Clearly, states need to step up enforcement activity, particularly for the known violators of the law. But beyond that, EPA needs to investigate state enforcement programs for consistency, and to determine that a state's claim of full compliance with the law is legitimate.

EPA and the states must make information about violations readily available to the public.

To ensure the public's right to know, the U.S. EPA and the states must post all violations of federal and state environmental laws on the web. The information must include the type and severity of the violation at specific facilities, any enforcement action taken, and the magnitude of any fines if and when they are levied.

Ensure that inspectors get adequate recognition for their work.

Too often the good work of inspectors is thrown away when cases are dropped as the cases move up the enforcement ladder. There needs to be more consistent follow-up on violations to ensure that inspections are seen as an important first step in the law and order process and not a complete waste of time.

Empower inspectors to issue field citations.

Inspectors should be given the power to issue field citations. By empowering inspectors to issue tickets for clear-cut cases, EPA would streamline the enforcement process and focus the system on larger problems that cannot be addressed immediately.

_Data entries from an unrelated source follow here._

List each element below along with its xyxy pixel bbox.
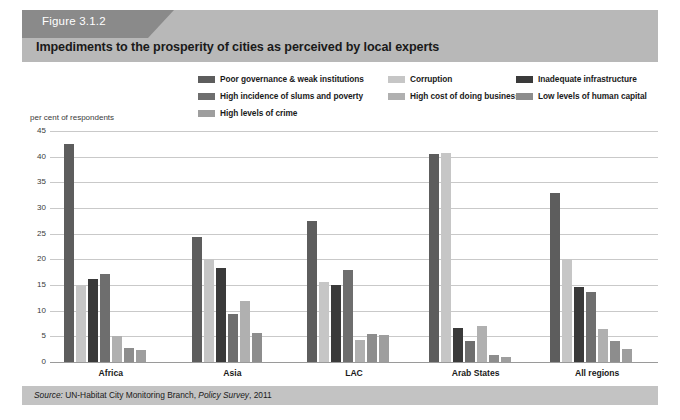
y-axis-label: per cent of respondents	[30, 113, 114, 122]
bar	[100, 274, 110, 362]
x-axis-group-label: LAC	[293, 368, 415, 378]
y-axis-tick-label: 25	[28, 230, 46, 238]
x-axis-group-label: Asia	[172, 368, 294, 378]
bar	[489, 355, 499, 362]
bar	[501, 357, 511, 362]
source-note: Source: UN-Habitat City Monitoring Branc…	[34, 390, 272, 400]
bar-group-bars	[64, 131, 148, 362]
bar	[586, 292, 596, 362]
bar	[136, 350, 146, 362]
y-axis-ticks: 454035302520151050	[26, 131, 46, 362]
bar	[550, 193, 560, 362]
bar-group-bars	[192, 131, 264, 362]
bar-group-bars	[307, 131, 391, 362]
bar	[574, 287, 584, 362]
source-prefix: Source:	[34, 390, 63, 400]
bar	[112, 336, 122, 362]
bar-group-bars	[429, 131, 513, 362]
x-axis-group-label: Arab States	[415, 368, 537, 378]
bar	[562, 259, 572, 362]
y-axis-tick-label: 15	[28, 281, 46, 289]
figure-footer-band: Source: UN-Habitat City Monitoring Branc…	[22, 386, 658, 405]
bar	[610, 341, 620, 362]
bar	[441, 153, 451, 362]
bar	[192, 237, 202, 362]
y-axis-tick-label: 0	[28, 358, 46, 366]
bar	[453, 328, 463, 362]
bar	[379, 335, 389, 362]
bar	[465, 341, 475, 362]
bar	[307, 221, 317, 362]
y-axis-tick-label: 30	[28, 204, 46, 212]
bar	[477, 326, 487, 362]
bar	[622, 349, 632, 362]
bar	[367, 334, 377, 362]
bar	[355, 340, 365, 362]
bar	[64, 144, 74, 362]
bar	[429, 154, 439, 362]
gridline	[50, 362, 658, 363]
bar	[216, 268, 226, 362]
bar	[252, 333, 262, 362]
bar	[343, 270, 353, 362]
bar	[88, 279, 98, 362]
source-italic: Policy Survey	[198, 390, 249, 400]
figure-container: Figure 3.1.2 Impediments to the prosperi…	[0, 0, 680, 420]
bar	[204, 259, 214, 362]
bar	[598, 329, 608, 362]
x-axis-group-label: Africa	[50, 368, 172, 378]
bar	[124, 348, 134, 362]
y-axis-tick-label: 20	[28, 255, 46, 263]
bar	[319, 282, 329, 362]
y-axis-tick-label: 10	[28, 307, 46, 315]
x-axis-group-label: All regions	[536, 368, 658, 378]
plot-area	[50, 131, 658, 362]
chart-plot-wrapper: per cent of respondents 4540353025201510…	[0, 0, 680, 420]
bar	[240, 301, 250, 362]
y-axis-tick-label: 40	[28, 153, 46, 161]
source-suffix: , 2011	[249, 390, 272, 400]
bar	[76, 285, 86, 363]
y-axis-tick-label: 35	[28, 178, 46, 186]
bar-group-bars	[550, 131, 634, 362]
y-axis-tick-label: 5	[28, 332, 46, 340]
bar	[228, 314, 238, 362]
y-axis-tick-label: 45	[28, 127, 46, 135]
bar	[331, 285, 341, 362]
source-body: UN-Habitat City Monitoring Branch,	[63, 390, 198, 400]
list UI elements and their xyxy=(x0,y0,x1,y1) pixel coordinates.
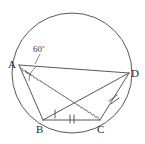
angle-measure-label: 60˚ xyxy=(33,44,45,54)
vertex-label-C: C xyxy=(97,123,104,135)
vertex-label-A: A xyxy=(8,58,16,70)
vertex-label-B: B xyxy=(36,123,43,135)
geometry-figure-container: A B C D 60˚ xyxy=(0,0,145,144)
angle-label-leader xyxy=(35,54,40,64)
segment-AD xyxy=(19,65,129,73)
tick-angle-A xyxy=(25,71,31,75)
circumscribed-circle xyxy=(12,13,132,133)
geometry-figure-svg: A B C D 60˚ xyxy=(0,0,145,144)
vertex-label-D: D xyxy=(131,67,139,79)
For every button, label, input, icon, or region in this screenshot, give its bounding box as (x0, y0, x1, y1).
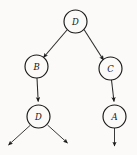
edge-right-to-rightchild (112, 80, 115, 102)
tree-node-rightchild[interactable]: A (103, 105, 126, 128)
edge-root-to-left (44, 30, 68, 58)
tree-node-root[interactable]: D (64, 10, 87, 33)
edge-left-to-leftchild (37, 78, 38, 102)
node-label: D (71, 17, 79, 27)
tree-node-left[interactable]: B (25, 55, 48, 78)
node-label: A (110, 112, 117, 122)
edge-group (9, 30, 115, 147)
node-label: B (32, 62, 39, 72)
diagram-canvas: D B C D A (0, 0, 137, 155)
edge-leftchild-out-left (9, 126, 31, 146)
edge-leftchild-out-right (48, 125, 68, 143)
edge-root-to-right (84, 30, 104, 61)
node-label: C (107, 64, 114, 74)
tree-node-leftchild[interactable]: D (27, 105, 50, 128)
node-group: D B C D A (25, 10, 126, 128)
tree-diagram: D B C D A (0, 0, 137, 155)
node-label: D (34, 112, 42, 122)
tree-node-right[interactable]: C (99, 57, 122, 80)
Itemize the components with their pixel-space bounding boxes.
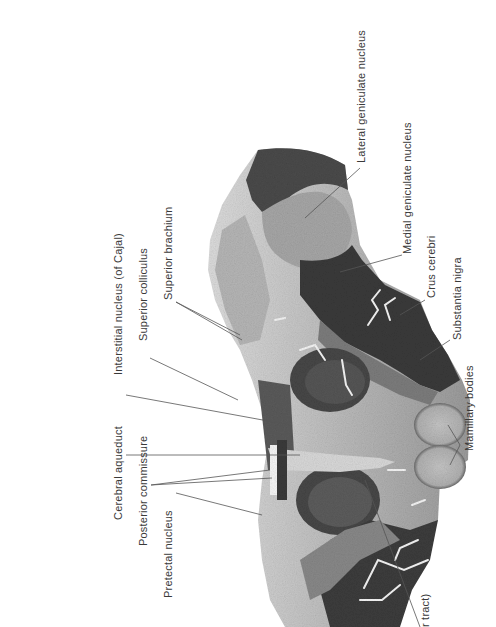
label-truncated-tract: r tract) [419,594,432,627]
label-interstitial-nucleus: Interstitial nucleus (of Cajal) [112,233,125,375]
label-lateral-geniculate-nucleus: Lateral geniculate nucleus [355,30,368,163]
brain-section-figure [0,0,496,627]
label-posterior-commissure: Posterior commissure [137,436,150,546]
label-superior-colliculus: Superior colliculus [137,248,150,341]
label-cerebral-aqueduct: Cerebral aqueduct [112,426,125,520]
mamillary-body-upper [414,403,466,447]
label-crus-cerebri: Crus cerebri [425,236,438,298]
label-mamillary-bodies: Mamillary bodies [463,365,476,451]
label-superior-brachium: Superior brachium [162,207,175,300]
label-pretectal-nucleus: Pretectal nucleus [162,510,175,598]
tissue-section [208,148,470,627]
label-medial-geniculate-nucleus: Medial geniculate nucleus [401,122,414,254]
label-substantia-nigra: Substantia nigra [451,257,464,340]
mamillary-body-lower [414,445,466,489]
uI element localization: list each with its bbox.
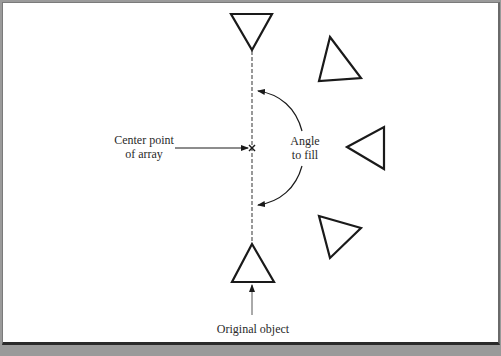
original-object-triangle — [232, 244, 274, 282]
lower-right-triangle — [319, 216, 361, 258]
center-point-label: Center point of array — [113, 133, 175, 161]
upper-right-triangle — [319, 37, 361, 81]
middle-right-triangle — [347, 127, 384, 169]
polar-array-diagram — [0, 0, 501, 356]
original-object-text: Original object — [217, 322, 289, 336]
center-point-label-line2: of array — [113, 147, 175, 161]
angle-label-line1: Angle — [285, 134, 325, 148]
angle-arc-lower — [258, 166, 302, 205]
original-object-label: Original object — [210, 322, 296, 336]
angle-to-fill-label: Angle to fill — [285, 134, 325, 162]
top-triangle — [231, 14, 272, 50]
center-point-label-line1: Center point — [113, 133, 175, 147]
angle-label-line2: to fill — [285, 148, 325, 162]
angle-arc-upper — [258, 91, 302, 131]
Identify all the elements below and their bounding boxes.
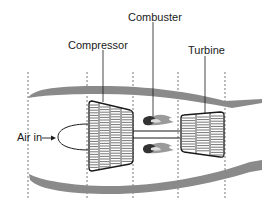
upper-casing [28,86,262,108]
combustor-flame-lower [143,143,174,154]
air-in-label: Air in [17,131,42,143]
shaft [133,131,180,138]
compressor-rotor [89,101,133,171]
combustor-flame-upper [143,115,174,126]
turbine-label: Turbine [188,44,225,56]
combuster-label: Combuster [128,11,182,23]
lower-casing [29,160,262,194]
compressor-label: Compressor [68,39,128,51]
air-in-arrow [42,136,56,141]
leader-lines [103,22,205,118]
turbine-rotor [181,112,224,157]
inlet-cone [58,124,88,150]
jet-engine-diagram [0,0,280,212]
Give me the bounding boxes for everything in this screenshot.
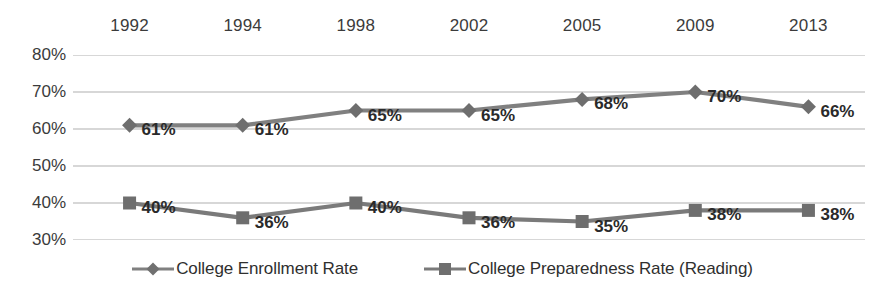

View and Download the report here: Prime Suspects

Overview

According to a recent study from the Environmental Working Group (EWG), state officials are falling down on the job of enforcing basic environmental laws. In the 1980s many governors asked for environmental enforcement responsibility to be shifted from the federal government to the states, but a months-long computer investigation by EWG shows that rather than cleaning up the nation's air and water the states are passing on the most basic of enforcement activities - inspecting the worst known polluters.

The worst states in the overall ranking of inspection rates were Ohio, Michigan, Texas, Illinois, and Massachusetts. The worst offenders for Clean Water Act non-inspection for known violators were Texas, Ohio, and Michigan. Indiana, Ohio, Wisconsin, and Illinois topped the list for not inspecting the worst violators of the Clean Air Act.

Overall, inspection rates under the Clean Air and Clean Water Acts are pathetically low, particularly for the facilities classified by the EPA as high priority violators of the law. In fiscal years '98-'99, more than 840 high priority violators of the Clean Air Act and 321 high priority violators of the Clean Water Act were not inspected. A third of the nation's major air polluters have not been inspected for the last three years.

On June 22, 2000, the U.S. House of Representatives passed major cuts to the EPA's enforcement budget. If enacted by the full Congress, these cuts could obliterate any prospect that the inspection process could be restore to levels that actually deter environmental crimes. According to the EPA, if enacted, the budget reductions passed by the House would eliminate 3000 inspections, 200 criminal investigations, and 400 enforcement cases per year.